Dimond valley

Sausal Creek is responsible for digging a floodplain that is rather wide just upstream from I-580. Here’s the view across it from Montana Street at MacArthur.

uprdimond1

The squat tower just to the left of the speed limit sign is at the foot of Lincoln Avenue, and it’s at the same elevation as where I’m standing. That’s how wide the valley is. Here’s another view looking right down MacArthur.

uprdimond2

The first cross street is Canon Avenue, the next one is Dimond Avenue leading up to the park, and beyond is the Fruitvale Avenue crossing. Here’s how the geology is mapped.

uprdimondmap

You can see that the stream valley is wide because three streams coalesce here at the edge of the Piedmont bedrock block. Restricted upstream, they enter the big alluvial fan (Qpaf) and have room to move and easy material to erode. It is curious that Sausal Creek hugs the west side of the valley; I suspect that tectonic movements may account for that, but only a decade or so of careful satellite altitude monitoring can answer my suspicion.

2 Responses to “Dimond valley”

  1. capmo Says:

    Dear Andrew,

         These are great!!  From an Oakland native.    Maury Polse

  2. gen katz Says:

    I drive this area constantly – before it was just a hill – now I appreciate it much more.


Task goal: In the lines below, look for "ytick". Copy each line where it appears.

Material for the task:
○ ○ ○ ○ ○
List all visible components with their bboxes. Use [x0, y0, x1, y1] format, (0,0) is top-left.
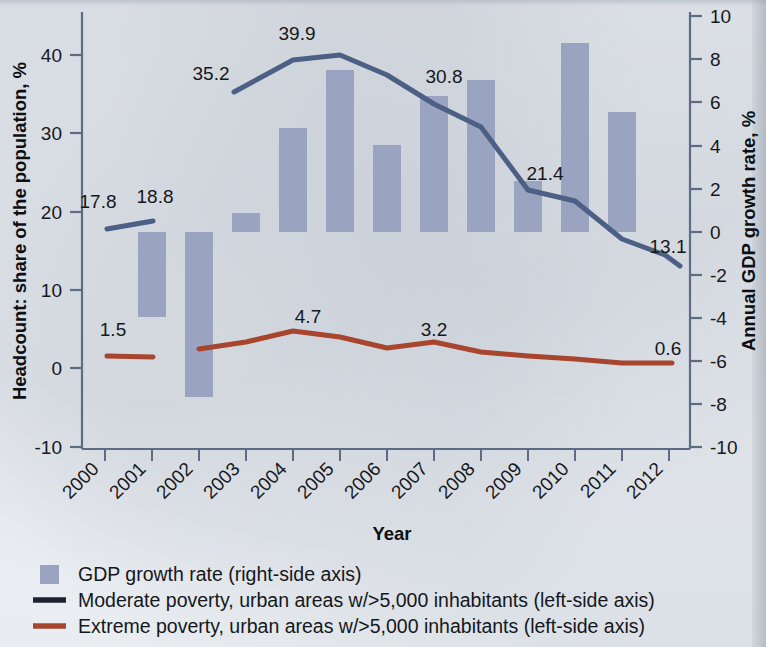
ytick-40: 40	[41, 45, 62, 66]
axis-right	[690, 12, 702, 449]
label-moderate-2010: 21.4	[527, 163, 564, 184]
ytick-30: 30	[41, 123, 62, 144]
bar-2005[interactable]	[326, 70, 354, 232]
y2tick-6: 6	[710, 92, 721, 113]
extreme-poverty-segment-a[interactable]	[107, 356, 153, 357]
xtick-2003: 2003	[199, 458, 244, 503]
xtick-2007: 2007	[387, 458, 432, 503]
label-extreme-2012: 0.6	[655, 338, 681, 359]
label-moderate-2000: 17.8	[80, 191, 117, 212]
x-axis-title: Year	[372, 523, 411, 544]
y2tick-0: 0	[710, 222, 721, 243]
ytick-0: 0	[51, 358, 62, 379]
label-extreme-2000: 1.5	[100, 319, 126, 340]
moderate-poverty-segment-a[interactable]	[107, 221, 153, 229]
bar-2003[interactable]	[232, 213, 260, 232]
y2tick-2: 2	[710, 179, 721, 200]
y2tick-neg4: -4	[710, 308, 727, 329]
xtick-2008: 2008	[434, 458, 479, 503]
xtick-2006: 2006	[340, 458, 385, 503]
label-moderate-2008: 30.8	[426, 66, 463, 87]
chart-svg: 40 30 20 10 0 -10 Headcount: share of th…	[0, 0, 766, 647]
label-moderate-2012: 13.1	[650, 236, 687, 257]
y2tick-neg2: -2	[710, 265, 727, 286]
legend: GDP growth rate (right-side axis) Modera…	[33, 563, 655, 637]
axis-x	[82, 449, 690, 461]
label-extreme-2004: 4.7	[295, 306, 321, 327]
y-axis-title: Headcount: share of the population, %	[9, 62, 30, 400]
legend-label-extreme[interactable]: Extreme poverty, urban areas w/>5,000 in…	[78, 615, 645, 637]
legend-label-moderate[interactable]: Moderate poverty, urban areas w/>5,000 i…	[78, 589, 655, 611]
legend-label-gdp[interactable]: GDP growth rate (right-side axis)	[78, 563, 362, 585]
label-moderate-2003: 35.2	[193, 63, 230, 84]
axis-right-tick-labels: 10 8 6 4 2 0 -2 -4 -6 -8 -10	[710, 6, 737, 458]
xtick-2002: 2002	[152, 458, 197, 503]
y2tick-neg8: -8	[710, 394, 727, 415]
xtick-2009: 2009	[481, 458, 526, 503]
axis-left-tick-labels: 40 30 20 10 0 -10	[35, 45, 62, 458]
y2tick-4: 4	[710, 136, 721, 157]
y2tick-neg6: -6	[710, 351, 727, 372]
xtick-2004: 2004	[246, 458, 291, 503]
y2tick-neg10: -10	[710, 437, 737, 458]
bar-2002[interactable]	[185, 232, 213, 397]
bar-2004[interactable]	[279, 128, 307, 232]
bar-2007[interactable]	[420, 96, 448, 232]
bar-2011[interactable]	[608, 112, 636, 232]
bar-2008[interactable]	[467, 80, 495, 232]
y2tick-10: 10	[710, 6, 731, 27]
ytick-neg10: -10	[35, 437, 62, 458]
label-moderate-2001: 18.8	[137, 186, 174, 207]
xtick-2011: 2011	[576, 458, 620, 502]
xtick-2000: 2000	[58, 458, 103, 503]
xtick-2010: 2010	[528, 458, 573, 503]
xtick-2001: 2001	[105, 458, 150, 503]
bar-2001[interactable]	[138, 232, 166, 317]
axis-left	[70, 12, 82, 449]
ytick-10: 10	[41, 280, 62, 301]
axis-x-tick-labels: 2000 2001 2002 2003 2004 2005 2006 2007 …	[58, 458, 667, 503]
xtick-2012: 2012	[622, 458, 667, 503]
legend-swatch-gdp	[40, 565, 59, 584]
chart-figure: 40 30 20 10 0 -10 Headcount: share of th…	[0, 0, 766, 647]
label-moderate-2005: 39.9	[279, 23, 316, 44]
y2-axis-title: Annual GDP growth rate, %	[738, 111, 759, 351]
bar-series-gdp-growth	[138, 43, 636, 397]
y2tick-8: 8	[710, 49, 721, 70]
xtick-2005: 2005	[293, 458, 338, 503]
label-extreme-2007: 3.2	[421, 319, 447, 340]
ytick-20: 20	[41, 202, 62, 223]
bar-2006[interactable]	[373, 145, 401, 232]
○ ○ ○ ○ ○
Answer for the task:
ytick-40: 40	[41, 45, 62, 66]
ytick-30: 30	[41, 123, 62, 144]
ytick-0: 0	[51, 358, 62, 379]
ytick-neg10: -10	[35, 437, 62, 458]
ytick-10: 10	[41, 280, 62, 301]
ytick-20: 20	[41, 202, 62, 223]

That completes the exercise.